Not sure my first post made it into the system. I have had my 2006 Prius for two weeks and am curious why the battery indicator never fills up completely. It goes as far as about 2 or 3 bars from being full. Is this normal? Also, sometimes the color is blue and at other times green.
The computer manages the battery SOC to be the most efficient for the car. When it turns green, you are in the last two bars from totally full, but unless you are regenerating down a long grade, the computer will use more and more electric drive to keep the battery from being totally full. If it is too low, the last two bars turn purple and the ice will run all of the time. If you can try to keep it between half up to the green, it will give you some great milage even with the ice on. After it is above half, try getting on a fairly flat road where you can get up to about 48 MPH and let of the accel, then lightly put your foot back on just enought to keep the car at a steady spped, and you should see long streaches of 70-80 MPG.
to go along with the second post, the Prius is designed to maximize the battery life. to this end, what you see on the screen is actually only a portion of the range of the battery. the bottom is 40%, the top 80%. by never fully discharging or charging, the battery lasts longer (you can look up the chemistry behind the batteries online if you want a more detailed explanation). To furthur enhance battery life, the Prius tries to keep the charge somewhere in the middle (ie the blue region). if it gets two low (to just two bars), the bars turn pink and the prius will even be willing to run the engine to charge the battery, at the cost of MPG. if it gets too high (the top two bars and it turns green), the prius is more inclined to use the battery to bleed off energy. people have even reported that, when they had full bars, the engine would cycle on and off while at a stop as the car tries to bleed off energy. so the short answer to your question: yes, it's normal. and to your implied question: there are 3 colors, pink (for lower charge), blue (for normal), and green (for high charge).
A friend asked me a question along these lines, and being new to this, I don't know the answer. What if, on a long downslope, you achieve full SOC (either what the battery will take, or what the ECU is willing to feed it), but you're still gliding. Does the car simply "shut off" the regen feature (requiring that all slowing now be done by friction braking), or does the motor/generator continue to offer resistance (either dumping the excess juice to a dummy load or deactivated in some other fashion)? Of course, for me this is totally academic -- we don't have a lot of long downslopes in the gulf coast area, but I still want to learn all I can about this car. TIA for any input.
<div class='quotetop'>QUOTE(ekpolk @ Aug 4 2006, 06:03 AM) [snapback]297570[/snapback]</div> Yes, as you approach 80% SOC regen stops. In addition, to burn off the 'excess charge' MG1 will force the ICE to spin.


== PROBLEM REQUIREMENTS ==
What is needed is the number of lines in the data below that include "call", stated by itself.

== RECORDS FOR THE TASK ==
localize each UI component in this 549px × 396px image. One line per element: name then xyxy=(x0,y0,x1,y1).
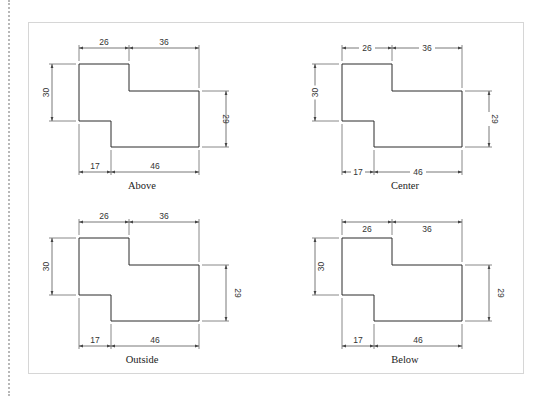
dimension-arrowhead xyxy=(51,291,54,295)
dimension-arrowhead xyxy=(225,91,228,95)
dimension-arrowhead xyxy=(111,345,115,348)
dimension-text-right: 29 xyxy=(490,114,500,124)
dimension-arrowhead xyxy=(107,345,111,348)
dimension-text-bottom-right: 46 xyxy=(150,161,160,171)
panel-below: 263617463029Below xyxy=(312,219,506,365)
dimension-arrowhead xyxy=(374,345,378,348)
dimension-text-bottom-left: 17 xyxy=(353,335,363,345)
dimension-arrowhead xyxy=(388,221,392,224)
dimension-arrowhead xyxy=(370,171,374,174)
dimension-text-left: 30 xyxy=(41,262,51,272)
dimension-text-top-left: 26 xyxy=(99,37,109,47)
dimension-text-top-right: 36 xyxy=(422,224,432,234)
dimension-text-left: 30 xyxy=(41,88,51,98)
dimension-text-left: 30 xyxy=(316,262,326,272)
dimension-text-right: 29 xyxy=(496,288,506,298)
part-outline xyxy=(79,238,199,321)
dimension-arrowhead xyxy=(314,64,317,68)
panel-outside: 263617463029Outside xyxy=(41,211,243,365)
dimension-arrowhead xyxy=(392,47,396,50)
dimension-arrowhead xyxy=(374,171,378,174)
panel-caption: Below xyxy=(391,354,419,365)
dimension-text-bottom-right: 46 xyxy=(413,167,423,177)
panel-caption: Outside xyxy=(126,354,159,365)
dimension-arrowhead xyxy=(225,265,228,269)
dimension-arrowhead xyxy=(488,143,491,147)
dimension-arrowhead xyxy=(51,238,54,242)
dimension-arrowhead xyxy=(314,291,317,295)
dimension-arrowhead xyxy=(129,221,133,224)
dimension-arrowhead xyxy=(458,171,462,174)
dimension-arrowhead xyxy=(125,47,129,50)
dimension-arrowhead xyxy=(107,171,111,174)
dimension-text-top-left: 26 xyxy=(362,43,372,53)
dimension-arrowhead xyxy=(314,117,317,121)
dimension-arrowhead xyxy=(458,221,462,224)
dimension-arrowhead xyxy=(225,143,228,147)
dimension-arrowhead xyxy=(458,345,462,348)
panel-caption: Above xyxy=(128,180,156,191)
dimension-text-right: 29 xyxy=(233,288,243,298)
dimension-arrowhead xyxy=(79,171,83,174)
dimension-text-bottom-right: 46 xyxy=(413,335,423,345)
dimension-text-bottom-left: 17 xyxy=(90,335,100,345)
dimension-text-bottom-left: 17 xyxy=(90,161,100,171)
part-outline xyxy=(79,64,199,147)
dimension-text-left: 30 xyxy=(310,88,320,98)
dimension-arrowhead xyxy=(488,317,491,321)
dimension-text-top-right: 36 xyxy=(159,211,169,221)
dimension-text-bottom-left: 17 xyxy=(353,167,363,177)
dimension-arrowhead xyxy=(79,345,83,348)
panel-caption: Center xyxy=(391,180,419,191)
dimension-arrowhead xyxy=(342,47,346,50)
dimension-arrowhead xyxy=(195,345,199,348)
dimension-arrowhead xyxy=(488,91,491,95)
dimension-arrowhead xyxy=(111,171,115,174)
dimension-arrowhead xyxy=(392,221,396,224)
dimension-arrowhead xyxy=(125,221,129,224)
dimension-arrowhead xyxy=(195,221,199,224)
dimension-arrowhead xyxy=(342,345,346,348)
dimension-text-top-right: 36 xyxy=(422,43,432,53)
dimension-text-right: 29 xyxy=(221,114,231,124)
dimension-arrowhead xyxy=(342,171,346,174)
panel-center: 263617463029Center xyxy=(310,43,500,191)
dimension-drawing: 263617463029Above 263617463029Center 263… xyxy=(0,0,549,396)
part-outline xyxy=(342,64,462,147)
dimension-arrowhead xyxy=(314,238,317,242)
dimension-arrowhead xyxy=(388,47,392,50)
panel-above: 263617463029Above xyxy=(41,37,231,191)
dimension-text-top-left: 26 xyxy=(362,224,372,234)
dimension-arrowhead xyxy=(225,317,228,321)
dimension-arrowhead xyxy=(79,47,83,50)
dimension-arrowhead xyxy=(129,47,133,50)
dimension-arrowhead xyxy=(195,171,199,174)
dimension-arrowhead xyxy=(195,47,199,50)
dimension-arrowhead xyxy=(488,265,491,269)
dimension-text-top-left: 26 xyxy=(99,211,109,221)
dimension-arrowhead xyxy=(342,221,346,224)
part-outline xyxy=(342,238,462,321)
dimension-arrowhead xyxy=(79,221,83,224)
dimension-arrowhead xyxy=(51,64,54,68)
dimension-arrowhead xyxy=(370,345,374,348)
dimension-arrowhead xyxy=(51,117,54,121)
dimension-text-bottom-right: 46 xyxy=(150,335,160,345)
dimension-text-top-right: 36 xyxy=(159,37,169,47)
dimension-arrowhead xyxy=(458,47,462,50)
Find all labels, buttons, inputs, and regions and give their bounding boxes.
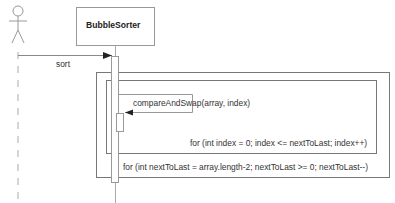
nested-activation-bar	[117, 114, 124, 132]
sort-message-label: sort	[56, 59, 70, 69]
actor-stick-figure-icon	[9, 6, 27, 43]
self-call-arrowhead-icon	[125, 110, 133, 116]
self-call-label: compareAndSwap(array, index)	[133, 98, 250, 108]
sort-arrowhead-icon	[103, 52, 112, 59]
inner-loop-guard: for (int index = 0; index <= nextToLast;…	[190, 138, 367, 148]
participant-name: BubbleSorter	[86, 20, 140, 30]
outer-loop-guard: for (int nextToLast = array.length-2; ne…	[123, 162, 368, 172]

== EXERCISE OUTPUT ==
2